Trial participation has huge value, to participants and potentially to everyone!
People sometimes think that because they’re invited to participate in a research trial, participation is free. In the sense that free means without cost, it’s not. Trials are enormously complex, time consuming, and expensive. Participants might not be required to pay anything, but someone is paying.
In addition, for participants, there are costs other than money. Participation requires commitment to responsibilities that if they aren’t delivered on, could damage or even invalidate the trial. The most important of these is discretion.

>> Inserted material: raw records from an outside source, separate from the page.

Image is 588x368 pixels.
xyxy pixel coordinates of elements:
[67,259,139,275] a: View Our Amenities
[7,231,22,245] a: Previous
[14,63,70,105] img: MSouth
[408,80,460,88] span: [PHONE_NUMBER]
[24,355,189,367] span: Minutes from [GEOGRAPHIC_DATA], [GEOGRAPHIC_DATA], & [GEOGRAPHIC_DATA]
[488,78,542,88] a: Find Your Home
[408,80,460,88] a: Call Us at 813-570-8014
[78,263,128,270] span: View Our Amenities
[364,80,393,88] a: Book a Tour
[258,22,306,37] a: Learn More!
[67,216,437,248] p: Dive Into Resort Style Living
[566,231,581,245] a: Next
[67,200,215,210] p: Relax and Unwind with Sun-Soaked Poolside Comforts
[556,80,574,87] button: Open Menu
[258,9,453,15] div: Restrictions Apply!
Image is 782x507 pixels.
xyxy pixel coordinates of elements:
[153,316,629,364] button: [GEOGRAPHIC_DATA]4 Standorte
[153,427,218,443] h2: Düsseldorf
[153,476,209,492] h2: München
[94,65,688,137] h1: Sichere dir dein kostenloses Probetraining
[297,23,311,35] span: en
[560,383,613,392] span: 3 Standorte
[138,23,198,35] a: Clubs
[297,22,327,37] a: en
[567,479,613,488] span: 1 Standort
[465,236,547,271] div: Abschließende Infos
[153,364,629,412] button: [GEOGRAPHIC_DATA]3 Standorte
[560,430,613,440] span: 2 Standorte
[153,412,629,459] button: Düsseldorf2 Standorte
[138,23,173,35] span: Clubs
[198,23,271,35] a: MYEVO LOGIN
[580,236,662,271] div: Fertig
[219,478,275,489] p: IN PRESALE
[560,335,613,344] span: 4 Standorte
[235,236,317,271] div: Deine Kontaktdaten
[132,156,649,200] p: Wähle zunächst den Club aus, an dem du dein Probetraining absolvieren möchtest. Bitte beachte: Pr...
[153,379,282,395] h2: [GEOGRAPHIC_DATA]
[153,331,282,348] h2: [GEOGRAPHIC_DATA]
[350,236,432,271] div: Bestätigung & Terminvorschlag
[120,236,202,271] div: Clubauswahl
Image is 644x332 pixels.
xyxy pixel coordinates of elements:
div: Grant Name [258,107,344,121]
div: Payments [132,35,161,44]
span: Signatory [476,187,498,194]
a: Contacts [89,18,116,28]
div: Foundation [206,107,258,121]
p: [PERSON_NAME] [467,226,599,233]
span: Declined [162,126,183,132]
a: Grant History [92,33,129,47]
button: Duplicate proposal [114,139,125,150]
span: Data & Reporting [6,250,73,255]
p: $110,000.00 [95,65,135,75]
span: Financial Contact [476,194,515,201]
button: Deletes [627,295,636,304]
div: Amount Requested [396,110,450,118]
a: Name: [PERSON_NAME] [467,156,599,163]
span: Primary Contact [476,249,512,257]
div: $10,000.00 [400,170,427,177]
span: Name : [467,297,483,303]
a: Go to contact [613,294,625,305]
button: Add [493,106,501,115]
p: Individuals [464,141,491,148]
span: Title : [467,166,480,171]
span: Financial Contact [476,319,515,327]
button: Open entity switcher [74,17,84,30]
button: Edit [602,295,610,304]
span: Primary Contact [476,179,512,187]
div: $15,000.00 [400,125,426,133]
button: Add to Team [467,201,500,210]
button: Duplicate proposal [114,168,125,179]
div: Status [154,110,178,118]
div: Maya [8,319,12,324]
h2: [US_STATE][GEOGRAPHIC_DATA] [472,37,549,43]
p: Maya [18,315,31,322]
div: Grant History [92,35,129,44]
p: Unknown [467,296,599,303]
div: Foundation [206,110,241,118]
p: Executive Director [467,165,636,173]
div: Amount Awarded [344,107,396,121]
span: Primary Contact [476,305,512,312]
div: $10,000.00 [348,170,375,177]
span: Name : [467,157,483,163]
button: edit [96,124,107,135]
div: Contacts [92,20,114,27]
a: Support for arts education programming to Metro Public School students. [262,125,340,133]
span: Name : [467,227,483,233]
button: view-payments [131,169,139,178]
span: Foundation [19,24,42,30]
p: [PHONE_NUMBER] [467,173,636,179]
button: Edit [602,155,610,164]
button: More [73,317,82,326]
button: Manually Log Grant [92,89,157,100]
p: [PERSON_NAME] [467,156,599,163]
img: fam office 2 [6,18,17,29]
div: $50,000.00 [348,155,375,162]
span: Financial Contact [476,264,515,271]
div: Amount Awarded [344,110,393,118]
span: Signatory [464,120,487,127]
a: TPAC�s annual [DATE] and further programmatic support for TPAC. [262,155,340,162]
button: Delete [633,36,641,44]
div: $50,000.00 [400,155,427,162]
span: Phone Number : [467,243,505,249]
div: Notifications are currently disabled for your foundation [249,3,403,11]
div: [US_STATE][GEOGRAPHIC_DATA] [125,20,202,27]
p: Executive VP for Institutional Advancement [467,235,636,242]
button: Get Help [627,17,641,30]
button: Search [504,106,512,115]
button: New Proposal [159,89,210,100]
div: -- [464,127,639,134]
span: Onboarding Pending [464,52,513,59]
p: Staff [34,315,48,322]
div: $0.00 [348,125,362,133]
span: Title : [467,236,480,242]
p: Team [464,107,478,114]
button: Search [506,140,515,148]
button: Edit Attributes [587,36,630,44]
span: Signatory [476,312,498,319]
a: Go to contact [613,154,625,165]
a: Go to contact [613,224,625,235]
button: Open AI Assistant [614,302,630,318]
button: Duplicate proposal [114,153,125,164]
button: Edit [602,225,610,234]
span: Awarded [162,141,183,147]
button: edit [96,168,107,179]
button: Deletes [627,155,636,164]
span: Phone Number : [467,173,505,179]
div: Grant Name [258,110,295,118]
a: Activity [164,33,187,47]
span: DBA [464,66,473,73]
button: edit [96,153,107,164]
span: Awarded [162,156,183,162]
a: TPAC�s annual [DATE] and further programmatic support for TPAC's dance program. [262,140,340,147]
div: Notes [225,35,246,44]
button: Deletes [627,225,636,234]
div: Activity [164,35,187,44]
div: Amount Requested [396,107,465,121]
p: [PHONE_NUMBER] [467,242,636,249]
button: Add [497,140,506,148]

It’s rare that participation would need to actively be kept secret but anyone making public that they’re in a trial is simply oversharing.
(Before anyone ever posts anything about their condition or possible treatments in any online forum, they should consider that their post is likely to be read by a newly diagnosed person who will probably misunderstand and/or misinterpret the context.)
The ultimate trial format is double-blind placebo-controlled, where neither researcher nor participant knows who’s getting whatever’s being tested and who’s getting a placebo but for several reasons trials can’t always be run that way. In the case of FA there are so few of us that it’s often difficult to get a decent sample size at all. Some trials are for equipment rather than drugs so there is no control sample. As a result, participants often know that they’re getting the treatment being tested and validity of the trial depends on trial protocols being followed exactly. Some people consider this rigidity inconvenient so it could be considered a cost.
The reward stage for a researcher often comes well after the trial itself, when results have been documented, presented and ideally published. That’s what leads to promotion and more grant funding for researchers. But nobody will publish results that are already in public domain. So, another cost might be the requirement for a participant to wait a frustratingly long time before knowing if their own results were representative and meaningful.
The website https://clinicaltrials.gov/, hosted in the US, lists clinical trials throughout the world, planned, recruiting, underway and completed. It’s a searchable database, so this link brings a list of studies related to FA.
When I last checked, the site listed 56 studies. The simple fact that studies are listed is progress already. As learnings are gained from each of those studies, that progress continues towards finding treatments, and even a cure for FA. Any of us who gets to contribute to that progress should seize and appreciate that opportunity, recognise its value and treat it with the immense respect it deserves.